A cardiologist from the University of Cincinnati is partnering with researchers in St. Louis and rural Georgia to develop a smartphone app that will deliver COVID-19 information and education to Black communities
Donald Lynch, MD, assistant professor of cardiovascular health and disease at UC and a UC Health cardiologist is working with public health researchers, Tilicia Mayo-Gamble, PhD, at Georgia Southern University, and Kelly Harris, PhD, at Washington University in St. Louis, to conduct a yearlong pilot study which will be supported by the Association of Black Cardiologists. He was awarded $25,000 to complete the pilot using the smartphone app.
“What we know across the country is that COVID has disproportionately affected the African American community and it is unmasking underlying disease,” says Lynch, MD.
“I want the community to be empowered. I want us to bring this mobile health-based technology into the hands of the community so it has ready access to information about COVID but also about cardiovascular disease and other areas of disease impacting African Americans disproportionately.”
Ohio COVID cases
In Ohio as of October 28, there were 205,347 cases of COVID-19 which include 18,606 hospitalisations and 5,256 deaths. Black residents accounted for 16.7% of COVID-19 cases, 17.1% of deaths and 25.7% of the hospitalisations.
“We will have a stakeholder group in each of those communities,” adds Lynch. “We will ask the stakeholders how people perceive they are receiving their health care information and information on COVID-19. We will ask questions about the use of smartphones.
“This is an implementation science-based project. We are going to ask questions as to how satisfied they are with current available health information and what information you feel is missing. What more information is needed and where are the gaps?
“Based on the feedback we will build our app. The stakeholder conversations will conclude at the end of three months, and we hope to get a pilot version of our app available for community members to test. We know many people have access to smartphones and we think this will work well for our study.

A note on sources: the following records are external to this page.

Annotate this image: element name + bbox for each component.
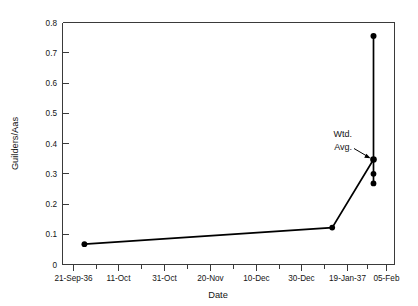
y-tick-label: 0.5 — [46, 109, 58, 118]
data-point-marker-low — [371, 181, 377, 187]
x-axis-major-ticks — [74, 265, 387, 271]
x-axis-title: Date — [208, 290, 228, 300]
data-point-marker — [329, 225, 335, 231]
y-tick-label: 0.4 — [46, 140, 58, 149]
series-price-path — [84, 160, 373, 245]
x-tick-label: 30-Dec — [288, 274, 314, 283]
y-tick-label: 0.7 — [46, 49, 58, 58]
x-axis-tick-labels: 21-Sep-36 11-Oct 31-Oct 20-Nov 10-Dec 30… — [54, 274, 400, 283]
y-tick-label: 0.3 — [46, 170, 58, 179]
x-tick-label: 21-Sep-36 — [54, 274, 93, 283]
data-point-marker-high — [371, 33, 377, 39]
x-axis-minor-ticks — [96, 265, 367, 269]
data-point-marker-mid-low — [371, 171, 377, 177]
annotation-wtd-avg: Wtd. Avg. — [333, 129, 370, 158]
series-markers — [82, 33, 377, 247]
y-axis-tick-labels: 0.8 0.7 0.6 0.5 0.4 0.3 0.2 0.1 0 — [46, 19, 58, 270]
x-tick-label: 20-Nov — [197, 274, 224, 283]
x-tick-label: 05-Feb — [374, 274, 400, 283]
x-tick-label: 10-Dec — [243, 274, 269, 283]
chart-container: 0.8 0.7 0.6 0.5 0.4 0.3 0.2 0.1 0 — [0, 0, 418, 306]
annotation-line-1: Wtd. — [333, 129, 352, 139]
x-tick-label: 31-Oct — [152, 274, 177, 283]
data-point-marker-wtd-avg — [370, 156, 377, 163]
annotation-line-2: Avg. — [334, 142, 352, 152]
y-tick-label: 0.6 — [46, 79, 58, 88]
data-point-marker — [82, 241, 88, 247]
x-tick-label: 19-Jan-37 — [329, 274, 366, 283]
y-tick-label: 0.8 — [46, 19, 58, 28]
series-line-path — [84, 160, 373, 245]
y-axis-title: Guilders/Aas — [10, 117, 20, 171]
y-axis-ticks — [63, 23, 69, 265]
y-tick-label: 0.1 — [46, 230, 58, 239]
y-tick-label: 0.2 — [46, 200, 58, 209]
line-chart: 0.8 0.7 0.6 0.5 0.4 0.3 0.2 0.1 0 — [0, 0, 418, 306]
y-tick-label: 0 — [52, 261, 57, 270]
x-tick-label: 11-Oct — [107, 274, 132, 283]
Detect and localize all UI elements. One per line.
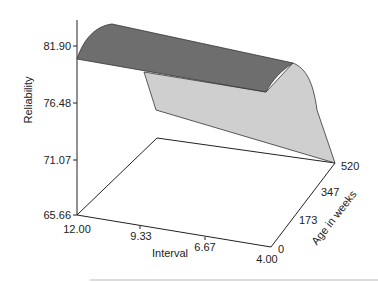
x-tick-label: 4.00 <box>256 253 277 265</box>
z-tick-label: 71.07 <box>43 154 71 166</box>
x-tick-label: 9.33 <box>130 230 151 242</box>
z-tick-label: 65.66 <box>43 209 71 221</box>
z-axis-title: Reliability <box>22 76 34 124</box>
x-axis-title: Interval <box>152 247 188 259</box>
y-tick-label: 347 <box>321 186 339 198</box>
y-tick-label: 0 <box>278 243 284 255</box>
z-tick-label: 81.90 <box>43 40 71 52</box>
reliability-surface-chart: 81.90 76.48 71.07 65.66 Reliability 12.0… <box>0 0 378 282</box>
x-axis-line <box>77 215 271 247</box>
x-tick-label: 12.00 <box>63 223 91 235</box>
z-tick-label: 76.48 <box>43 97 71 109</box>
z-axis-ticks: 81.90 76.48 71.07 65.66 <box>43 40 77 221</box>
y-tick-label: 520 <box>341 160 359 172</box>
y-tick-label: 173 <box>299 214 317 226</box>
x-tick-label: 6.67 <box>194 241 215 253</box>
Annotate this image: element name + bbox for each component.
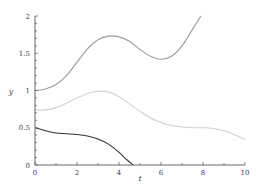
series-upper-line (35, 16, 201, 91)
x-tick-label: 8 (201, 169, 205, 177)
x-tick-label: 6 (159, 169, 164, 177)
x-tick-label: 10 (241, 169, 250, 177)
y-tick-label: 1.5 (19, 50, 30, 58)
chart-axes: 024681000.511.52 (19, 13, 250, 178)
chart-series (35, 16, 245, 165)
y-tick-label: 0.5 (19, 124, 30, 132)
y-tick-label: 1 (26, 87, 30, 95)
series-lower-line (35, 128, 133, 165)
x-tick-label: 2 (75, 169, 79, 177)
x-axis-label: t (138, 174, 142, 183)
y-tick-label: 0 (26, 162, 30, 170)
x-tick-label: 0 (33, 169, 37, 177)
y-tick-label: 2 (26, 13, 30, 21)
y-axis-label: y (8, 87, 14, 96)
series-middle-line (35, 91, 245, 140)
x-tick-label: 4 (117, 169, 122, 177)
line-chart: 024681000.511.52 t y (0, 0, 259, 188)
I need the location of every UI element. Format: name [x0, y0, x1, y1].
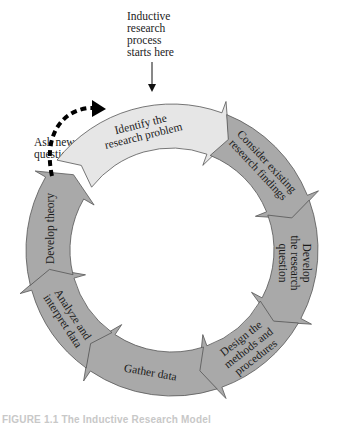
- feedback-arrowhead-icon: [92, 100, 106, 117]
- step-arrow-1: [57, 102, 229, 188]
- step-label-line: the research: [289, 235, 301, 290]
- start-pointer-arrowhead-icon: [148, 84, 156, 92]
- figure-caption: FIGURE 1.1 The Inductive Research Model: [2, 414, 211, 425]
- step-label-7: Develop theory: [44, 193, 57, 264]
- step-arrow-7: [26, 171, 94, 285]
- cycle-diagram: Identify theresearch problemConsider exi…: [0, 0, 362, 428]
- step-label-line: question: [276, 244, 289, 283]
- step-label-line: Develop theory: [44, 193, 57, 264]
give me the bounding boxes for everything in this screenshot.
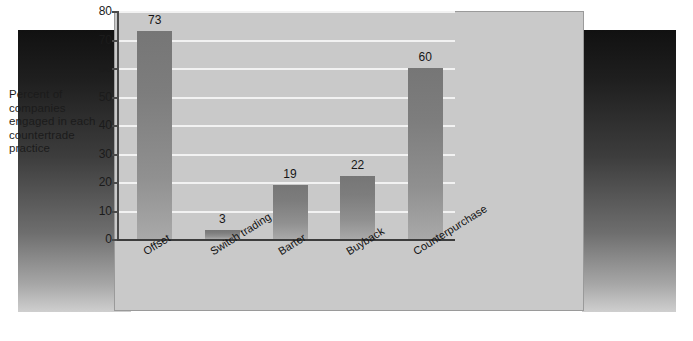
x-axis-category-labels: OffsetSwitch tradingBarterBuybackCounter… [117,243,587,311]
bar [408,68,443,239]
bar-value-label: 19 [270,167,310,181]
bar-value-label: 60 [405,50,445,64]
bar-value-label: 22 [338,158,378,172]
backdrop-panel-right [582,30,676,312]
y-axis-tick-label: 80 [84,4,112,18]
bar [273,185,308,239]
y-axis-tick-label: 70 [84,33,112,47]
plot-area: 733192260 [117,11,455,239]
bar [137,31,172,239]
bar-value-label: 73 [135,13,175,27]
y-axis-tick-label: 10 [84,204,112,218]
y-axis-tick-label: 60 [84,61,112,75]
y-axis-tick-labels: 01020304050607080 [84,11,112,239]
y-axis-tick-label: 20 [84,175,112,189]
bar-series: 733192260 [117,11,455,239]
y-axis-tick-label: 50 [84,90,112,104]
bar-value-label: 3 [202,212,242,226]
y-axis-tick-label: 0 [84,232,112,246]
y-axis-tick-label: 40 [84,118,112,132]
y-axis-tick-label: 30 [84,147,112,161]
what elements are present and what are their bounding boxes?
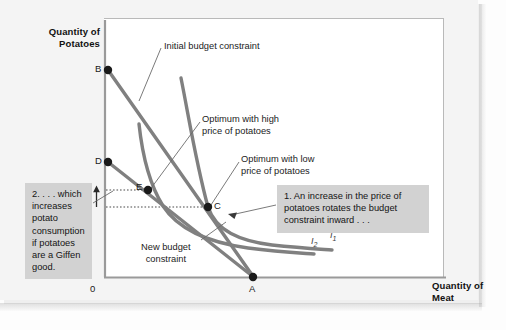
annotation-initial-budget-constraint: Initial budget constraint [164,41,260,53]
point-marker-E [144,186,152,194]
annotation-optimum-high-price: Optimum with high price of potatoes [202,114,279,138]
point-label-E: E [136,181,142,192]
leader-initial-budget-constraint [139,48,161,101]
point-marker-D [104,158,112,166]
point-label-B: B [95,63,101,74]
point-label-A: A [249,283,255,294]
y-axis-title: Quantity of Potatoes [28,26,100,49]
point-marker-C [204,203,212,211]
point-marker-A [249,273,257,281]
curve-label-i2: I2 [311,236,317,248]
figure-root: Quantity of Potatoes Quantity of Meat 0 … [0,0,506,330]
x-axis-title: Quantity of Meat [432,280,496,303]
origin-label: 0 [90,283,95,294]
annotation-new-budget-constraint: New budget constraint [141,242,191,266]
textbox-giffen-good: 2. . . . which increases potato consumpt… [25,183,92,279]
annotation-optimum-low-price: Optimum with low price of potatoes [241,154,314,178]
curve-label-i1-subscript: 1 [333,235,337,242]
point-marker-B [104,66,112,74]
arrow-budget-rotation [228,213,237,220]
textbox-price-increase: 1. An increase in the price of potatoes … [277,185,429,233]
leader-optimum-high-price [149,122,200,191]
curve-label-i2-subscript: 2 [314,241,318,248]
point-label-C: C [214,200,221,211]
point-label-D: D [95,155,102,166]
leader-textbox-right [231,205,276,215]
up-arrow-indicator [93,186,100,208]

“We are learning more and more about COVID every day, and we know COVID can affect the heart itself. Now we are seeing patients that are COVID-positive. They have survived and are a month or more out and they have manifestations of heart palpitations, problems regulating blood pressure and other concerns. It’s not clear if this is a result of COVID or if those symptoms were present before COVID and now we are just paying more attention to signals from our body”, concluded Lynch.